Energy input varies by organism efficiency and availability. Simulations with random feeding dice reveal uneven distribution, helping students through peer modeling refine their understanding of real webs.

Common MisconceptionFood chains represent complete ecosystems without overlaps.

What to Teach Instead

Real ecosystems form complex webs with multiple links. String-mapping activities expose interconnections, as tugging one thread affects many, correcting linear thinking via visible group dynamics.

Active Learning Ideas

See all activities

Real-World Connections

  • Ecologists studying the impact of climate change on Arctic food webs use energy flow models to predict how melting ice affects polar bear populations and their prey.
  • Fisheries managers in the Great Lakes analyze food webs to understand how the introduction of invasive species, like zebra mussels, disrupts energy transfer and impacts native fish populations.
  • Conservation biologists assess the health of rainforest ecosystems by mapping food chains and identifying keystone species whose removal would cause significant energy flow disruption.

Assessment Ideas

Quick Check

Provide students with a simple food chain (e.g., grass -> grasshopper -> frog -> snake). Ask them to calculate the energy available at each trophic level, assuming the producers capture 1000 units of energy. Then, ask: 'What happens to the energy that is not transferred?'

Exit Ticket

On one side of an index card, have students draw a simple food web for a local ecosystem (e.g., a park or pond). On the other side, ask them to write one sentence predicting what would happen if all the primary consumers disappeared.

Discussion Prompt

Pose the question: 'Imagine a forest ecosystem where a disease wipes out most of the oak trees (producers). What are three specific consequences you predict for the consumers and decomposers in that ecosystem, and why?' Facilitate a class discussion, encouraging students to reference energy transfer and trophic levels.
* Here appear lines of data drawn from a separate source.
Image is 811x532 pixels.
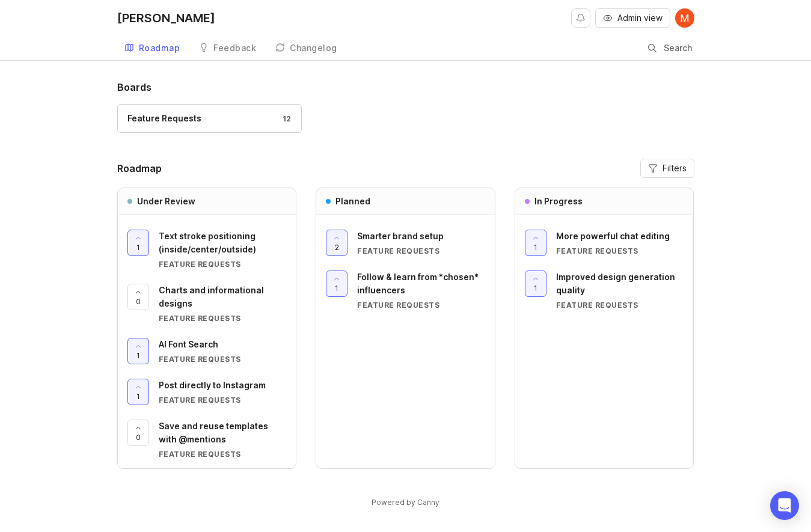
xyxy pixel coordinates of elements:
div: Feature Requests [159,354,287,364]
div: Roadmap [139,44,180,53]
a: Powered by Canny [370,496,442,509]
button: Admin view [595,9,670,28]
div: Feature Requests [159,259,287,269]
div: Feature Requests [159,395,287,406]
span: More powerful chat editing [556,231,670,241]
button: 1 [326,271,347,297]
span: Save and reuse templates with @mentions [159,421,268,445]
div: 12 [277,114,292,124]
button: 2 [326,229,347,256]
button: 1 [128,379,149,406]
div: Feedback [214,44,256,53]
a: Changelog [268,36,344,61]
a: More powerful chat editingFeature Requests [556,229,685,256]
span: 1 [136,242,140,253]
a: Charts and informational designsFeature Requests [159,284,287,324]
img: Michael Dreger [675,9,695,28]
h1: Boards [117,80,695,94]
div: Open Intercom Messenger [771,492,799,520]
div: Changelog [290,44,337,53]
a: Improved design generation qualityFeature Requests [556,271,685,310]
button: 0 [128,284,149,310]
a: Save and reuse templates with @mentionsFeature Requests [159,420,287,460]
span: 1 [534,283,538,293]
span: Post directly to Instagram [159,380,266,391]
a: Text stroke positioning (inside/center/outside)Feature Requests [159,229,287,269]
span: 1 [136,351,140,361]
span: Filters [663,163,687,175]
button: 1 [128,338,149,364]
span: 1 [136,391,140,402]
h2: Roadmap [117,161,162,175]
button: 1 [525,271,547,297]
h3: In Progress [535,195,583,207]
span: Follow & learn from *chosen* influencers [357,272,479,295]
div: Feature Requests [128,112,202,125]
a: Post directly to InstagramFeature Requests [159,379,287,406]
span: 2 [335,242,339,253]
span: 0 [136,433,141,443]
span: Admin view [618,12,663,24]
span: 1 [335,283,339,293]
button: Notifications [571,9,591,28]
a: AI Font SearchFeature Requests [159,338,287,364]
div: Feature Requests [556,300,685,310]
button: Filters [641,159,695,178]
span: 0 [136,296,141,307]
button: 0 [128,420,149,446]
span: Text stroke positioning (inside/center/outside) [159,231,256,254]
span: Improved design generation quality [556,272,675,295]
div: Feature Requests [357,300,485,310]
a: Smarter brand setupFeature Requests [357,229,485,256]
a: Feedback [192,36,263,61]
div: Feature Requests [159,313,287,324]
div: Feature Requests [357,246,485,256]
button: 1 [128,229,149,256]
span: 1 [534,242,538,253]
a: Feature Requests12 [117,104,302,133]
a: Follow & learn from *chosen* influencersFeature Requests [357,271,485,310]
span: Charts and informational designs [159,285,264,308]
h3: Planned [336,195,371,207]
span: AI Font Search [159,340,218,349]
button: 1 [525,229,547,256]
div: Feature Requests [556,246,685,256]
div: Feature Requests [159,450,287,460]
div: [PERSON_NAME] [117,12,215,24]
a: Roadmap [117,36,187,61]
h3: Under Review [137,195,195,207]
span: Smarter brand setup [357,231,444,241]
Frequently Asked Questions

How can active learning help students understand energy flow in ecosystems?
Active strategies like building physical pyramids or bean-transfer simulations make the 10% rule tangible, as students see energy dwindle layer by layer. Collaborative web-building with strings demonstrates disruptions' ripple effects, far beyond diagrams. These approaches boost retention by 30-50% per studies, foster discussion skills, and link abstract math to biology, aligning with inquiry-based Ontario expectations.
What is the 10% rule in trophic energy transfer?
The 10% rule states that roughly 10% of energy from one trophic level passes to the next; 90% loses as heat, movement, or undigested waste. Students calculate this using producer biomass data, explaining short chains and low top predator numbers. Ontario labs often use producer measurements from local fields to personalize.
How do food chains differ from food webs in ecosystems?
Food chains show linear producer-to-consumer paths; webs depict interconnected multiple chains sharing species. Grade 11 activities build both, revealing webs' resilience. Examples from Canadian ecosystems like taiga webs highlight redundancy against disturbances such as logging.
What happens when a trophic level is removed from an ecosystem?
Removal causes cascades: losing producers starves herbivores; apex predator loss booms prey, overconsuming plants. Predictions use models; simulations quantify impacts on biodiversity. Ties to Ontario contexts like wolf reintroduction in Algonquin Park, emphasizing stability.